Joins the European University Institute in September 2011 from Universitat Autonoma de Barcelona, where she is Associate Professor, and also Research Professor of Barcelona GSE. After graduating from UPF, she was an assistant professor of economics at the LSE, 2001-2006, Bocconi University (Milan), 2004-2005, and UAB, 2005-2006. Her main research interests are International Macroeconomics and Monetary and Fiscal Policy. Given Evi’s interest in monetary policy analysis, she has been a visiting researcher in many Central Banks, like the Bank of England, the European Central Bank, the Federal Reserve Bank of Atlanta, and the Riksbank (Sweden). She is a member of the Applied Macroeconomics Network (Amen), is a MOVE (Markets Organizations and Voting in Economics) Research Fellow and a Research Affiliate with Center for Economic Policy Research (CEPR). She has received the IGIER Scholarship for Young Researchers in 2003-2004, and the Paolo Baffi Fellowship in 2008 and the Ramon Areces scholarship in 2010. Sha has published in international journals such as Journal of Monetary Economics, International Economic Review, Journal of Public Economics and Economic Policy.

Harald Uhlig

Harald Uhlig, born 1961, is Professor at the Department of Economics of the University of Chicago since 2007 and chairman of that department since July 2009, after having taught at Princeton, Tilburg University and the Humboldt Universität Berlin.  His research interests are in macroeconomics, financial markets and Bayesian econometrics, and in particular at the intersection of these three.  He has published a number of articles, e.g. on estimating the effects of monetary policy shocks as well as fiscal policy shocks using an agnostic sign restriction approach, on competitive risk sharing contracts with one-sided commitment, on the implications of habit formation for taxation as well as asset pricing and macroeconomic dynamics, on Bayesian vector-autoregressions with stochastic volatility, on the relationship between rules of thumb versus dynamic programming, the role of network externalities for regional labor markets and on the slow decline in East Germany.

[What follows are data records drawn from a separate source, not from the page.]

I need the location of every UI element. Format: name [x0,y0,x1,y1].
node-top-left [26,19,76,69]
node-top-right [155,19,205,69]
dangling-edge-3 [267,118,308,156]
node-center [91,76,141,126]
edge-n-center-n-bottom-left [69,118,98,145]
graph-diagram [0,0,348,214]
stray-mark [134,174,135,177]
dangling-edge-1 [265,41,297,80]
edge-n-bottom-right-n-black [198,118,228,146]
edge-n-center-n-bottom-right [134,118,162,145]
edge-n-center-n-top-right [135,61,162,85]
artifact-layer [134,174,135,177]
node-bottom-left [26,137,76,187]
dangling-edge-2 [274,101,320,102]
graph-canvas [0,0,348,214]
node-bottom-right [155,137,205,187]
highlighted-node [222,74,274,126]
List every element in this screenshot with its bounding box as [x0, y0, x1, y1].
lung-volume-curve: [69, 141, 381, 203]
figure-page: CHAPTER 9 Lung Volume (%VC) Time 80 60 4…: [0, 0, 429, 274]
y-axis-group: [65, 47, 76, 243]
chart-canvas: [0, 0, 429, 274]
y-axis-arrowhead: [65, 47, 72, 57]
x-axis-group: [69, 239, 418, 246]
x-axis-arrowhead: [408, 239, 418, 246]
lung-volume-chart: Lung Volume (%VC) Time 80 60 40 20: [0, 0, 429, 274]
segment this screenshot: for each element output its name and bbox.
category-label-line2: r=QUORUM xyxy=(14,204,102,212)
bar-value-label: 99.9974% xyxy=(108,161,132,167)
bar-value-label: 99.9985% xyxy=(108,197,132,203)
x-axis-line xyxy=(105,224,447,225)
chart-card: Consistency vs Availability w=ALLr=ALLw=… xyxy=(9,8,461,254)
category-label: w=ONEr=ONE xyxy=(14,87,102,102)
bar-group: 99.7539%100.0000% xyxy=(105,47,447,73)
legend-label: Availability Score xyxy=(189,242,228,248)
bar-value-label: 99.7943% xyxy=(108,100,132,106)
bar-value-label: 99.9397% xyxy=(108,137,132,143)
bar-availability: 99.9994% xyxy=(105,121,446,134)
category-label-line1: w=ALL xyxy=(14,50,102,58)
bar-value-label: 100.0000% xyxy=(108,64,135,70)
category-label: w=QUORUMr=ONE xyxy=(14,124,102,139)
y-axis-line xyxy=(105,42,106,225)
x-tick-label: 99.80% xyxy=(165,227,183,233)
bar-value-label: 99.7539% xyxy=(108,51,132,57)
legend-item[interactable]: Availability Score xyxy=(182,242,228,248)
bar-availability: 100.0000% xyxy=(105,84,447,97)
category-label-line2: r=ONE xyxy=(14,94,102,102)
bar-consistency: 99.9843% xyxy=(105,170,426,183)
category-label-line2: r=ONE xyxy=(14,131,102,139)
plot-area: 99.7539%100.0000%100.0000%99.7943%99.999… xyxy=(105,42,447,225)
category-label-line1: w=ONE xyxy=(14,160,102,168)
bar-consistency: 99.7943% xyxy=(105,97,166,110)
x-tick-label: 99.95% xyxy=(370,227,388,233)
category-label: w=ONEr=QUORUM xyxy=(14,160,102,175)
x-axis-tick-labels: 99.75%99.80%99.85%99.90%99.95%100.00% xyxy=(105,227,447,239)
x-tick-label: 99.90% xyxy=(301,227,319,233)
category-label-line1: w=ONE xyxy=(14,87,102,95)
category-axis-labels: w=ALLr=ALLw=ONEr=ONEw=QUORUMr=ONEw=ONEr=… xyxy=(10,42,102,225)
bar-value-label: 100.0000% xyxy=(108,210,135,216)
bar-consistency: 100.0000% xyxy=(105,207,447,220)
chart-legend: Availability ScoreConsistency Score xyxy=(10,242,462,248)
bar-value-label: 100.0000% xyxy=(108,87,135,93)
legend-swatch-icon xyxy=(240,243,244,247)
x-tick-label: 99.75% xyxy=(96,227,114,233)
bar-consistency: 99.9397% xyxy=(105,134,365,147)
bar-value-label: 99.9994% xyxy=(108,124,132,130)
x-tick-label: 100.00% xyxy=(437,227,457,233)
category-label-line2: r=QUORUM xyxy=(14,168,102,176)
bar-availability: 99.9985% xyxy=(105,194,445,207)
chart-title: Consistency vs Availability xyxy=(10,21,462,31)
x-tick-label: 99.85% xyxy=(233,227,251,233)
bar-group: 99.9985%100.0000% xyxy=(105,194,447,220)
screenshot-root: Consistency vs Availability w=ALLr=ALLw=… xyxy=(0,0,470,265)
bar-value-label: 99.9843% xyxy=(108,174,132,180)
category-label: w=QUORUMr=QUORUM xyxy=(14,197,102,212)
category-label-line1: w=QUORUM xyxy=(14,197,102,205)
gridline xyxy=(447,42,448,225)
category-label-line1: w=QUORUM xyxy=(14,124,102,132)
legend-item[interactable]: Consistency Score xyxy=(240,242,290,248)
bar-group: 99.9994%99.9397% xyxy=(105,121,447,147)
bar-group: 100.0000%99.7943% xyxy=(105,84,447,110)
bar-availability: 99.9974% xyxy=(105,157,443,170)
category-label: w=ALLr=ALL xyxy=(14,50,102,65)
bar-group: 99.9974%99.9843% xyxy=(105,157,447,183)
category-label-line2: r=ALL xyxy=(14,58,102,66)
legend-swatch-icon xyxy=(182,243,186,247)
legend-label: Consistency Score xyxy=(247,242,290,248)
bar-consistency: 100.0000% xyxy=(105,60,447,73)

He has served co-editor of Econometrica from 2006 to 2010. He is a consultant of the Bundesbank and the Federal Reserve Bank of Chicago.  He is the current chairman of the CEPR business cycle dating committee. He was the founding director (``Sprecher’’) of the collaborative research center SFB 649 on “economic risk” in Berlin.  He is a fellow of the Econometric Society. He is a research fellow of the CEPR and a research associate of the NBER.  In 2003, he received the Gossen Preis of the German “Verein für Socialpolitik”.  He was a participant of the Review-of-Economic-Studies “May Meetings” tour in 1990, was recipient of an Alred P. Sloan Dissertation Fellowship and a member of the Studienstiftung des Deutschen Volkes. He obtained his PhD in economics from the University of Minnesota in 1990, under the supervision of C.A. Sims.